Nouvelle Experience Before Mystère, this Cirque du Soleil show played in a tent in the Mirage parking lot. After touring Canada and the West Coast, it settled in for an extended stay here on November 10, 1992. Vegas proved to be the ultimate stop, but not before the show had run for more than a year, closing on November 21, 1993, having helped convince Steve Wynn of Cirque’s viability on the Strip. The quasi-narrative of the show had Everyman torn between “flounes” (fallen angels), Devils and the big, bad Corporation, all expressed in now-familiar Cirque visual vocabulary. Although scarcely remembered today, Nouvelle Experience would cast a long shadow over Strip history.

This Is Boy-Lesque Despite tempting fate by opening on Friday the 13th (of May 1977), this Kenny Kerr drag show had an auspicious effect, bringing female interpretation into the Vegas mainstream; previously, it had only a transitory presence on stages here. For all its dance routines and female impersonations, the show was anchored by Kerr’s take-no-prisoners humor and song interpretations. To present the revue at all took some courage on Kerr’s part, since Nevada’s sodomy laws at the time made it difficult to be openly gay. Boy-Lesque debuted, aptly enough, in the Silver Slipper’s Gaiety Theatre and would remain a fixture of the casino until its sale in 1988, whereupon Kerr took his spangles and fanbase to the Sahara.

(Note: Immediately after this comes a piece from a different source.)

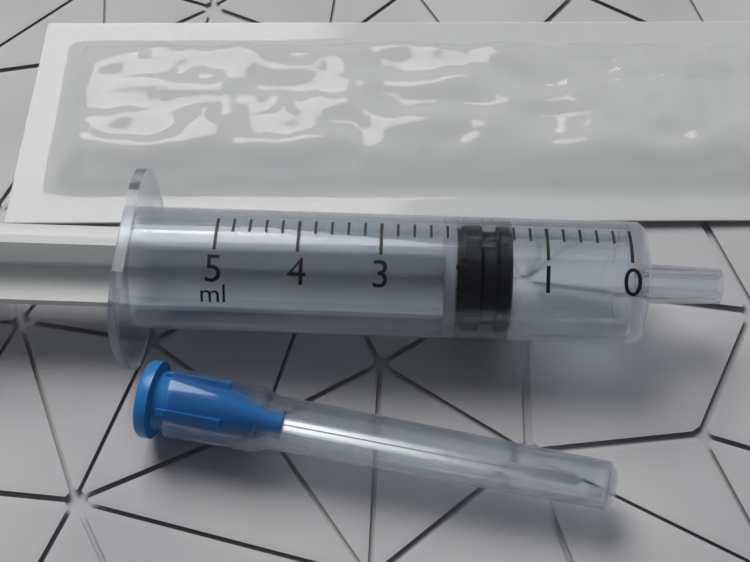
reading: 1.4 ml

Hallelujah Hollywood! Well before Jubilee!, Donn Arden conceived and staged this revue for the original MGM Grand (now Bally’s). It was, Playboy opined, “everything old Hollywood has come to represent—glitter, gaudiness, glamour—turned out with that special perversity only Vegas can provide.” The spectacle included 700 costumes (many designed by Bob Mackie), a couple of promising young magicians named Siegfried and Roy and the Strip’s first all-black chorus line. By present-day Vegas standards, Hallelujah Hollywood! had a good run, debuting in late 1973 and lasting until 1980, the year of the MGM Grand fire.

Casino de Paris Imported from its titular city, this two-decade Strip mainstay launched at the Dunes in 1963. In addition to bare breasts (and lots of them; the show had a cast of 100), the $2 million spectacular featured pec-flexing musclemen and an eight-sided armature called the Octuramic that got deployed into the audience. Producer Frederic Apcar had already struck gold at the Dunes with Viva Les Girls!, and Dunes management was so confident in the Parisian’s Vegas sequel, it built a theater expressly for the new spectacle. The show demanded 518 costumes and 250 hats—designs that in the 1970s would be reimagined for Vegas by none other than Yves St. Laurent.

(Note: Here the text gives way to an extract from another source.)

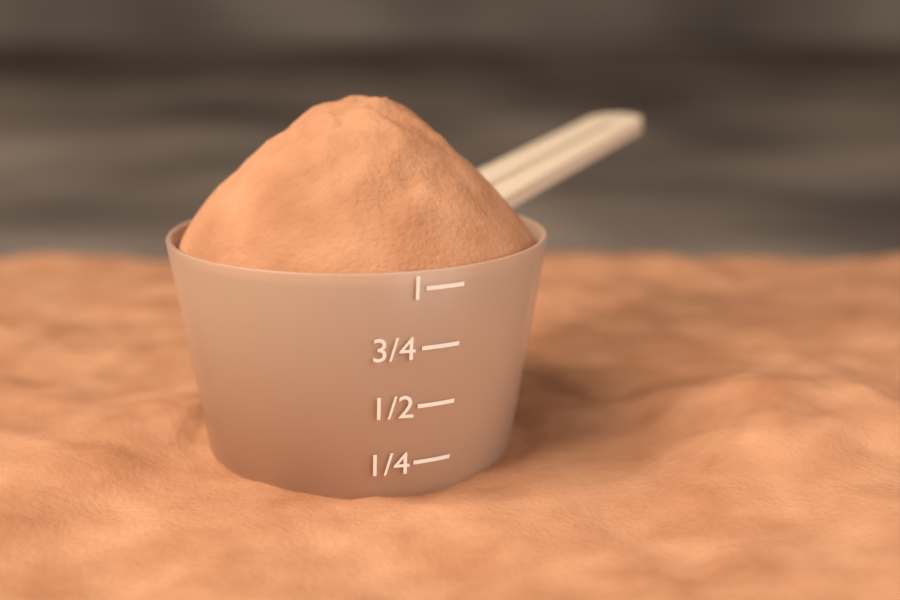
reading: 1.00 (no unit)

Harold Prince productions Phantom—The Las Vegas Spectacular was not the Broadway master showman’s first encounter with the Strip. During the late ’50s and early ’60s, Prince-directed “tab” shows were a regular fixture of the Strip, beginning with Pajama Game at the Dunes in 1957 and continuing through Fiddler on the Roof at Caesars Palace, the latter starring Theodore Bikel. A more-obscure Prince-ling was Tenderloin, which only lasted 216 performances on Broadway, but which Prince was able to leverage into a Dunes engagement that opened in May 1961 and played for two adults-only shows a night, 14 times a week. Phantom was really an aberration among the Prince-in-Vegas tradition, because he changed elements of the original show (especially the timing of the chandelier fall), whereas his prior imports had replicated the Broadway experience as closely as possible under Strip time constraints.